#### Data section

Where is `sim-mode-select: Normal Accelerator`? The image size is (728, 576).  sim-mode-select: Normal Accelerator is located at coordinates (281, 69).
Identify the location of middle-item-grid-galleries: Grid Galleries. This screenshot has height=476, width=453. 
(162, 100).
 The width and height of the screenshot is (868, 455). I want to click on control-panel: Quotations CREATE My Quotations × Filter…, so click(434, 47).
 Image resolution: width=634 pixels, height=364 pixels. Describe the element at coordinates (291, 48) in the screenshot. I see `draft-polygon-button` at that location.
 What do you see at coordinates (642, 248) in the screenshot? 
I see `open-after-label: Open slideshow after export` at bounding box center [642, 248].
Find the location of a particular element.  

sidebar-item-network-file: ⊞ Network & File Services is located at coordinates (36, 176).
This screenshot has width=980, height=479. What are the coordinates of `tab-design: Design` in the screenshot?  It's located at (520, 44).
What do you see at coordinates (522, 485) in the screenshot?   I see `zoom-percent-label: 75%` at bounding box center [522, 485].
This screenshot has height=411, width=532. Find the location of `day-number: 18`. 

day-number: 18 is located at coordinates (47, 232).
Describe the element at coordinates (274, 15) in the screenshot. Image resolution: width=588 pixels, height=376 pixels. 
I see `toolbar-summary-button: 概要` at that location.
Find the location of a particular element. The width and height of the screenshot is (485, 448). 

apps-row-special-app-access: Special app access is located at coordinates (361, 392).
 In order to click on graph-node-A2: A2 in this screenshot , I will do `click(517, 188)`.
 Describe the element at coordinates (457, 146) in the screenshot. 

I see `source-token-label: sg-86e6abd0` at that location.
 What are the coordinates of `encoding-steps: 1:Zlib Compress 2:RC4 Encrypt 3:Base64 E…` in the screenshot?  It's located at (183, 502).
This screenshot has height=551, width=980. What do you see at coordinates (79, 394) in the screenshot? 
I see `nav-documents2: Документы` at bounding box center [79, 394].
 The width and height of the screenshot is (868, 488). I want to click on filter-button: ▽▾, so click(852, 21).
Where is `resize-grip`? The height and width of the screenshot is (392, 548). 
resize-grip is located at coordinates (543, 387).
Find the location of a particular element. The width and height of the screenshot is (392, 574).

########

Every line of the listing is to be returned unchanged.

# Result:
Where is `sim-mode-select: Normal Accelerator`? The image size is (728, 576).  sim-mode-select: Normal Accelerator is located at coordinates (281, 69).
Identify the location of middle-item-grid-galleries: Grid Galleries. This screenshot has height=476, width=453. 
(162, 100).
 The width and height of the screenshot is (868, 455). I want to click on control-panel: Quotations CREATE My Quotations × Filter…, so click(434, 47).
 Image resolution: width=634 pixels, height=364 pixels. Describe the element at coordinates (291, 48) in the screenshot. I see `draft-polygon-button` at that location.
 What do you see at coordinates (642, 248) in the screenshot? 
I see `open-after-label: Open slideshow after export` at bounding box center [642, 248].
Find the location of a particular element.  

sidebar-item-network-file: ⊞ Network & File Services is located at coordinates (36, 176).
This screenshot has width=980, height=479. What are the coordinates of `tab-design: Design` in the screenshot?  It's located at (520, 44).
What do you see at coordinates (522, 485) in the screenshot?   I see `zoom-percent-label: 75%` at bounding box center [522, 485].
This screenshot has height=411, width=532. Find the location of `day-number: 18`. 

day-number: 18 is located at coordinates (47, 232).
Describe the element at coordinates (274, 15) in the screenshot. Image resolution: width=588 pixels, height=376 pixels. 
I see `toolbar-summary-button: 概要` at that location.
Find the location of a particular element. The width and height of the screenshot is (485, 448). 

apps-row-special-app-access: Special app access is located at coordinates (361, 392).
 In order to click on graph-node-A2: A2 in this screenshot , I will do `click(517, 188)`.
 Describe the element at coordinates (457, 146) in the screenshot. 

I see `source-token-label: sg-86e6abd0` at that location.
 What are the coordinates of `encoding-steps: 1:Zlib Compress 2:RC4 Encrypt 3:Base64 E…` in the screenshot?  It's located at (183, 502).
This screenshot has height=551, width=980. What do you see at coordinates (79, 394) in the screenshot? 
I see `nav-documents2: Документы` at bounding box center [79, 394].
 The width and height of the screenshot is (868, 488). I want to click on filter-button: ▽▾, so click(852, 21).
Where is `resize-grip`? The height and width of the screenshot is (392, 548). 
resize-grip is located at coordinates (543, 387).
Find the location of a particular element. The width and height of the screenshot is (392, 574).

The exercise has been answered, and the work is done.